In practice, hidden layers almost always use ReLU or a variant (Leaky ReLU, ELU, GELU). The output layer uses a different function chosen to match the prediction target: - Binary classification (yes/no): sigmoid output, producing a probability in (0,1) - Multi-class classification (one of K classes): softmax, which produces K probabilities summing to 1 - Regression (predicting a real number): often no activation (linear output), so predictions are unbounded Leaky ReLU addresses ReLU's own failure mode — the dying ReLU problem. If a neuron's pre-activation is always negative (because weights drift negative during training), its gradient is always zero and it never updates. Leaky ReLU solves this by using a small slope alpha (e.g., 0.01) for negative inputs: LeakyReLU(z) = z if z > 0, alpha*z if z <= 0

Complete the sentences using the correct technical terms.

The sigmoid function maps any real input to the interval , while tanh maps to . ReLU avoids the vanishing gradient problem because its gradient for positive inputs is exactly .
Why Nonlinearity Is the Point

The activation function is not a convenience — it is the source of a neural network's expressive power. Without it, the network is a linear model regardless of depth. With it, the network can approximate arbitrarily complex functions. The specific nonlinearity chosen shapes how well gradients flow and therefore how well the network learns.

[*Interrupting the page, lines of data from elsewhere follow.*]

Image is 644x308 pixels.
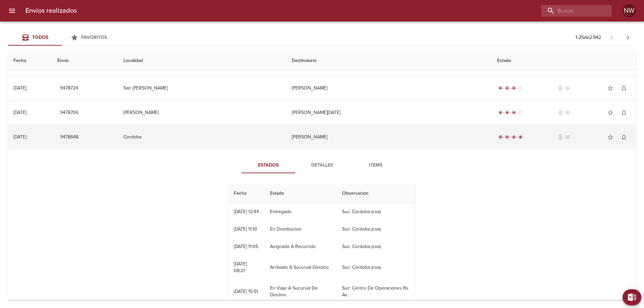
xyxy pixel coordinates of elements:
span: star_border [607,134,614,140]
td: [PERSON_NAME][DATE] [287,100,492,125]
td: [PERSON_NAME] [287,125,492,149]
span: star_border [607,109,614,116]
span: radio_button_checked [498,86,503,91]
button: Agregar a favoritos [604,131,618,144]
span: No tiene pedido asociado [564,134,571,140]
button: 9478724 [57,82,81,94]
th: Estado [265,184,337,203]
div: [DATE] 12:44 [234,209,259,214]
span: radio_button_checked [512,135,516,139]
span: Pagina siguiente [620,29,636,45]
th: Localidad [118,51,287,70]
div: [DATE] 11:05 [234,244,258,250]
span: radio_button_checked [505,111,510,115]
span: No tiene pedido asociado [564,109,571,116]
div: [DATE] [14,85,26,91]
span: radio_button_checked [519,135,522,139]
span: notifications_none [621,109,627,116]
span: Todos [32,35,48,40]
td: [PERSON_NAME] [118,100,287,125]
div: Tabs detalle de guia [242,157,402,174]
span: radio_button_checked [498,135,503,139]
th: Observacion [337,184,416,203]
span: Favoritos [82,35,107,40]
button: Activar notificaciones [618,82,631,95]
th: Destinatario [287,51,492,70]
td: Suc: Cordoba (coa) [337,220,416,239]
span: radio_button_unchecked [519,86,522,91]
span: radio_button_checked [512,86,516,91]
button: Activar notificaciones [618,106,631,119]
button: Activar notificaciones [618,131,631,144]
td: [PERSON_NAME] [287,76,492,100]
button: Exportar Excel [623,290,642,306]
td: En Viaje A Sucursal De Destino [265,280,337,304]
button: menu [4,3,20,19]
h6: Envios realizados [26,5,77,16]
button: 9478648 [57,131,82,143]
div: [DATE] 15:51 [234,289,258,294]
div: En viaje [498,85,524,91]
td: Suc: Cordoba (coa) [337,203,416,220]
td: Arribado A Sucursal Destino [265,256,337,280]
span: radio_button_checked [498,111,503,115]
th: Fecha [8,51,52,70]
button: 9478706 [57,106,82,119]
div: [DATE] 11:10 [234,226,257,233]
td: Asignado A Recorrido [265,239,337,256]
div: NW [623,4,636,17]
span: Estados [245,162,291,170]
td: Suc: Cordoba (coa) [337,239,416,256]
span: notifications_none [621,134,627,140]
span: 9478648 [60,133,79,142]
td: Entregado [265,203,337,220]
div: Entregado [498,134,524,140]
div: [DATE] [14,109,26,116]
input: buscar [541,5,601,17]
span: Items [353,162,399,170]
td: Suc: Cordoba (coa) [337,256,416,280]
span: radio_button_checked [505,86,510,91]
td: Cordoba [118,125,287,149]
button: Agregar a favoritos [604,106,618,119]
td: San [PERSON_NAME] [118,76,287,100]
div: [DATE] 08:21 [234,261,247,274]
span: 9478706 [60,109,79,117]
p: 1 - 25 de 2.942 [576,34,601,41]
span: No tiene documentos adjuntos [557,85,564,91]
span: No tiene documentos adjuntos [557,134,564,140]
div: En viaje [498,109,524,116]
th: Envio [52,51,118,70]
td: En Distribucion [265,220,337,239]
td: Suc: Centro De Operaciones Bs As [337,280,416,304]
span: Detalles [299,162,345,170]
div: Tabs Envios [8,29,116,45]
span: radio_button_unchecked [519,111,522,115]
span: No tiene pedido asociado [564,85,571,91]
span: radio_button_checked [505,135,510,139]
span: Pagina anterior [604,34,620,41]
div: [DATE] [14,134,26,140]
span: star_border [607,85,614,91]
div: Abrir información de usuario [623,4,636,17]
span: notifications_none [621,85,627,91]
button: Agregar a favoritos [604,82,618,95]
span: 9478724 [60,85,79,93]
th: Fecha [229,184,265,203]
th: Estado [492,51,636,70]
span: No tiene documentos adjuntos [557,109,564,116]
span: radio_button_checked [512,111,516,115]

A neuron uses sigmoid activation and receives z = -10. Approximately what is its output, and what does this mean for learning?

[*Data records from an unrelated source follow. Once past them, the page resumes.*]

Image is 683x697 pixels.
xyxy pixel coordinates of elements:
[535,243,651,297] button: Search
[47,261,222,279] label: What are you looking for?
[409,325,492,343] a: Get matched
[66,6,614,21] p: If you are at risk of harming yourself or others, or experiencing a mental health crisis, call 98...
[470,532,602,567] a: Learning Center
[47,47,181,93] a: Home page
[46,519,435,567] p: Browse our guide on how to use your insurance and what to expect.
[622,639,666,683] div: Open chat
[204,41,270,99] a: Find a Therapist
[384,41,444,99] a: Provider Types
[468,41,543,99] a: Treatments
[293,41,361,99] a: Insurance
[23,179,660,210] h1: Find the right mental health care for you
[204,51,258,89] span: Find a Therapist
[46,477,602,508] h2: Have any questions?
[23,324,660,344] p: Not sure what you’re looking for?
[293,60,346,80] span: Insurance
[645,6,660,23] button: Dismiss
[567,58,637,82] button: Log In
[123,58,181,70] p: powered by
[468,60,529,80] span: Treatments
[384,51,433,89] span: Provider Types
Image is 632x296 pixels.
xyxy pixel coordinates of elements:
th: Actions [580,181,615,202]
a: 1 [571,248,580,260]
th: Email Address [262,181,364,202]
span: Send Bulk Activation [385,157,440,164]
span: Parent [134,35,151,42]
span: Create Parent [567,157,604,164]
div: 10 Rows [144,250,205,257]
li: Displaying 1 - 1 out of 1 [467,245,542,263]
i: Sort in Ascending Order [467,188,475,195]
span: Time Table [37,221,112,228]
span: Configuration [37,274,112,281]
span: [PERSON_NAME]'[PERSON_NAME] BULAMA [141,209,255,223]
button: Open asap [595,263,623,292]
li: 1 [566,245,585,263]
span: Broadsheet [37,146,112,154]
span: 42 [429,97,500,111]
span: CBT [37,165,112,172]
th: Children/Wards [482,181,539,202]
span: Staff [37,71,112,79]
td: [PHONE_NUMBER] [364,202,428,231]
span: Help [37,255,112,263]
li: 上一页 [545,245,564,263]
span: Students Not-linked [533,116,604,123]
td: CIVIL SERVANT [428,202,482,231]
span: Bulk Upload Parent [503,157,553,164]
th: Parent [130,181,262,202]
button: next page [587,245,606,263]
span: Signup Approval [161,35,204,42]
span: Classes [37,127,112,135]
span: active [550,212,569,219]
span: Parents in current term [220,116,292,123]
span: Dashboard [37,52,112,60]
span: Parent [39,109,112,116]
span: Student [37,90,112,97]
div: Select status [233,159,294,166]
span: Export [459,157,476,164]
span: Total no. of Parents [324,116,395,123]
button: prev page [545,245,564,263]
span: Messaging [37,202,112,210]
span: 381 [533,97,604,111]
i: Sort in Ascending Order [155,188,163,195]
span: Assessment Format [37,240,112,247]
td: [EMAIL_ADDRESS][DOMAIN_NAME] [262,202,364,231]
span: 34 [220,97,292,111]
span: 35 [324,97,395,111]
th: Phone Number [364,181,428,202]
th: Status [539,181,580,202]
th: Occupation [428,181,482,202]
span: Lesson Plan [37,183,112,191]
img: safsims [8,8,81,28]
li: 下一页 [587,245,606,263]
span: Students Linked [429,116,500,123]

Why is ReLU preferred over sigmoid for hidden layers in a 20-layer network?

Activation Function Graph

  1. Step 1: On graph paper (or a blank page with hand-drawn axes), draw the x-axis from -4 to 4 and y-axis from -1.5 to 1.5.
  2. Step 2: Plot ReLU by computing and marking the points: (-4,0), (-2,0), (0,0), (1,1), (2,2), (4,4) — note you will need to extend the y-axis upward.
  3. Step 3: On the same axes, sketch sigmoid by marking: (-4,≈0.02), (-2,≈0.12), (0,0.5), (2,≈0.88), (4,≈0.98).
  4. Step 4: Mark the regions where sigmoid's slope is very shallow (near 0 and 4 on x-axis). Label these 'saturation zones.'
  5. Step 5: Explain in one sentence why the saturation zones are a problem during training. What does the flat slope correspond to mathematically?